I’m trying to generate a rainbow with 15 different colors with (runnable code here):
size(360,100);
colorMode(HSB, 360, 100, 100); // Hue in degrees in [0, 360],
// saturation/brightness in [0, 100]
// like in Photoshop
noStroke();
for (int i = 0; i < 15; i++)
{
fill(i*24, 100, 100); // 24*15 = 360
rect(i*24, 0, 25, 100);
}
but it doesn’t produce a rich 15 rainbow-color palette, instead some colors are missing (vivid yellow for example).
Is there a well known algorithm to produce a vivid rainbow color palette?
2
Answers
To understand what’s going on, try creating a program that shows a line for each value 0-360:
You’ll see this:
Notice that the “vivid yellow” band is much more narrow than, for example, the green or blue bands. That’s why simply sampling every X values doesn’t generate a yellow color.
The yellow color is around value
60
, so you could modify your increment so it lands on 60. Drawing 12 rectangles with a width of 30 lets you land on the yellow:Or you could come up with the values you want ahead of time and put them in an array instead of using an even distribution:
I created a function that generates N colors (rainbow) and outputs a list of strings (Hex values). This is in C# but logic can be converted. In order to understand what’s going on I graphed the red, blue, and green values vs n. Doing that you’ll see the three graphs each are piecewise functions with points of interest at n=0, n=1/4, n=1/2 and n=3/4.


Your answer should be the records, copied exactly, with the pictures removed.

§ Data for review
>>

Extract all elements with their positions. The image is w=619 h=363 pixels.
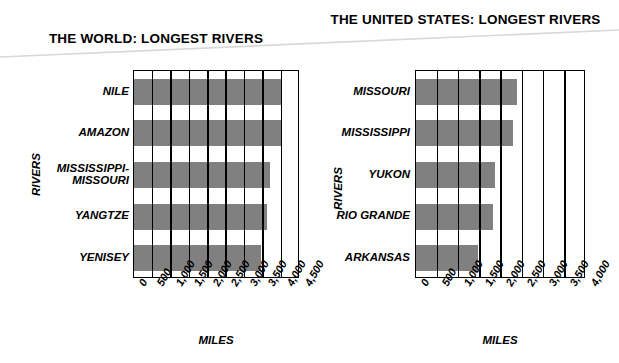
gridline [437,71,439,277]
x-tick-label: 0 [418,277,431,288]
category-label: MISSISSIPPI- MISSOURI [9,162,129,187]
chart-title: THE WORLD: LONGEST RIVERS [0,30,312,47]
category-label: MISSOURI [280,85,410,98]
gridline [189,71,191,277]
gridline [564,71,566,277]
charts-page: THE WORLD: LONGEST RIVERS RIVERS NILEAMA… [0,0,619,363]
gridline [152,71,154,277]
x-tick-label: 0 [136,277,149,288]
category-label: YENISEY [9,251,129,264]
gridline [543,71,545,277]
category-label: NILE [9,85,129,98]
bar [416,162,495,188]
gridline [225,71,227,277]
bar-row [134,120,298,146]
bar [134,162,270,188]
category-label: YUKON [280,168,410,181]
category-label: RIO GRANDE [280,209,410,222]
category-label: AMAZON [9,126,129,139]
gridline [479,71,481,277]
bar [416,204,493,230]
gridline [244,71,246,277]
x-axis-title: MILES [415,334,585,346]
gridline [522,71,524,277]
gridline [170,71,172,277]
bar-row [134,79,298,105]
bar [416,120,513,146]
plot-area [133,70,299,278]
x-axis-ticks: 05001,0001,5002,0002,5003,0003,5004,0004… [0,282,312,326]
gridline [500,71,502,277]
bar-series [134,71,298,277]
bar [134,204,267,230]
category-label: YANGTZE [9,209,129,222]
bar-row [134,162,298,188]
plot-area [415,70,585,278]
category-label: MISSISSIPPI [280,126,410,139]
category-label: ARKANSAS [280,251,410,264]
gridline [262,71,264,277]
gridline [207,71,209,277]
chart-title: THE UNITED STATES: LONGEST RIVERS [312,11,619,28]
x-axis-title: MILES [133,334,299,346]
chart-us-longest-rivers: THE UNITED STATES: LONGEST RIVERS RIVERS… [312,0,619,363]
gridline [458,71,460,277]
chart-world-longest-rivers: THE WORLD: LONGEST RIVERS RIVERS NILEAMA… [0,0,312,363]
x-axis-ticks: 05001,0001,5002,0002,5003,0003,5004,000 [312,282,619,326]
bar-row [134,204,298,230]
x-tick-label: 4,000 [588,258,612,288]
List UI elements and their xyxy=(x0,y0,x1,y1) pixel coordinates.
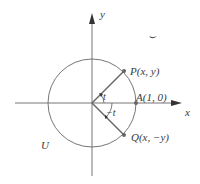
unit-circle-diagram xyxy=(0,0,200,184)
point-a-label: A(1, 0) xyxy=(136,92,167,103)
angle-neg-t-label: −t xyxy=(106,108,116,118)
point-p xyxy=(122,69,126,73)
y-axis-label: y xyxy=(100,9,105,20)
angle-t-label: t xyxy=(103,92,106,102)
stray-mark: ⌣ xyxy=(148,30,156,42)
x-axis-arrow-icon xyxy=(171,100,182,106)
x-axis-label: x xyxy=(185,107,190,118)
point-q-label: Q(x, −y) xyxy=(131,132,169,143)
radius-op xyxy=(92,71,124,103)
y-axis-arrow-icon xyxy=(89,13,95,24)
point-p-label: P(x, y) xyxy=(130,66,159,77)
circle-u-label: U xyxy=(41,140,49,151)
point-q xyxy=(122,133,126,137)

<<

§ Task result
Extract all elements with their positions. The image is w=619 h=363 pixels.
gridline [437,71,439,277]
x-tick-label: 0 [418,277,431,288]
category-label: MISSISSIPPI- MISSOURI [9,162,129,187]
chart-title: THE WORLD: LONGEST RIVERS [0,30,312,47]
category-label: MISSOURI [280,85,410,98]
gridline [189,71,191,277]
gridline [564,71,566,277]
charts-page: THE WORLD: LONGEST RIVERS RIVERS NILEAMA… [0,0,619,363]
gridline [152,71,154,277]
x-tick-label: 0 [136,277,149,288]
category-label: YENISEY [9,251,129,264]
gridline [543,71,545,277]
category-label: NILE [9,85,129,98]
bar [416,162,495,188]
gridline [225,71,227,277]
bar-row [134,120,298,146]
bar [134,162,270,188]
category-label: YUKON [280,168,410,181]
category-label: RIO GRANDE [280,209,410,222]
category-label: AMAZON [9,126,129,139]
gridline [479,71,481,277]
bar [416,204,493,230]
gridline [244,71,246,277]
x-axis-title: MILES [415,334,585,346]
gridline [522,71,524,277]
gridline [170,71,172,277]
bar-row [134,79,298,105]
bar [416,120,513,146]
plot-area [133,70,299,278]
x-axis-ticks: 05001,0001,5002,0002,5003,0003,5004,0004… [0,282,312,326]
gridline [500,71,502,277]
bar-series [134,71,298,277]
bar [134,204,267,230]
category-label: YANGTZE [9,209,129,222]
bar-row [134,162,298,188]
plot-area [415,70,585,278]
category-label: MISSISSIPPI [280,126,410,139]
category-label: ARKANSAS [280,251,410,264]
gridline [262,71,264,277]
gridline [207,71,209,277]
chart-title: THE UNITED STATES: LONGEST RIVERS [312,11,619,28]
x-axis-title: MILES [133,334,299,346]
chart-us-longest-rivers: THE UNITED STATES: LONGEST RIVERS RIVERS… [312,0,619,363]
gridline [458,71,460,277]
chart-world-longest-rivers: THE WORLD: LONGEST RIVERS RIVERS NILEAMA… [0,0,312,363]
x-axis-ticks: 05001,0001,5002,0002,5003,0003,5004,000 [312,282,619,326]
bar-row [134,204,298,230]
x-tick-label: 4,000 [588,258,612,288]
List UI elements and their xyxy=(x0,y0,x1,y1) pixel coordinates.
unit-circle-diagram xyxy=(0,0,200,184)
point-a-label: A(1, 0) xyxy=(136,92,167,103)
angle-neg-t-label: −t xyxy=(106,108,116,118)
point-p xyxy=(122,69,126,73)
y-axis-label: y xyxy=(100,9,105,20)
angle-t-label: t xyxy=(103,92,106,102)
stray-mark: ⌣ xyxy=(148,30,156,42)
x-axis-arrow-icon xyxy=(171,100,182,106)
x-axis-label: x xyxy=(185,107,190,118)
point-q-label: Q(x, −y) xyxy=(131,132,169,143)
radius-op xyxy=(92,71,124,103)
y-axis-arrow-icon xyxy=(89,13,95,24)
point-p-label: P(x, y) xyxy=(130,66,159,77)
circle-u-label: U xyxy=(41,140,49,151)
point-q xyxy=(122,133,126,137)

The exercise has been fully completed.